The promise - and the peril

Building a zero carbon economy will of course require significant investment – in power production and transmission, new industrial plants, and more efficient energy-using equipment. But at the macro level the challenge is far from daunting. The recent IPCC report estimates that required additional global investment, over 2015 to 2050, could run at $900 billion a year. That may seem a startlingly high figure, but compared to global GDP which stands at $100 trillion today and which with 3% annual growth could reach $260 trillion by 2050, it implies that the world needs to invest less than 0.6% of our income over the next four decades to avoid potentially catastrophic harm.
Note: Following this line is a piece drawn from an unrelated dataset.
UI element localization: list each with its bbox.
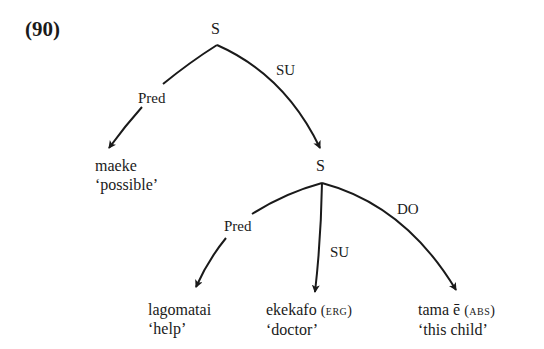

But while a zero-carbon economy is undoubtedly technically and economically feasible, it will not be achieved without strong public policies supported by responsible companies and consumers. And there is a real danger that self-interested lobbying and a short-term focus in both politics and business means we still fail and leave the world facing 3° warming within the lifetime of children alive today.

If that happens there will be no excuse: we cannot claim the task is impossible or even, within the context of what previous generations of humanity have achieved, all that difficult or expensive. So we need to make sure it doesn’t.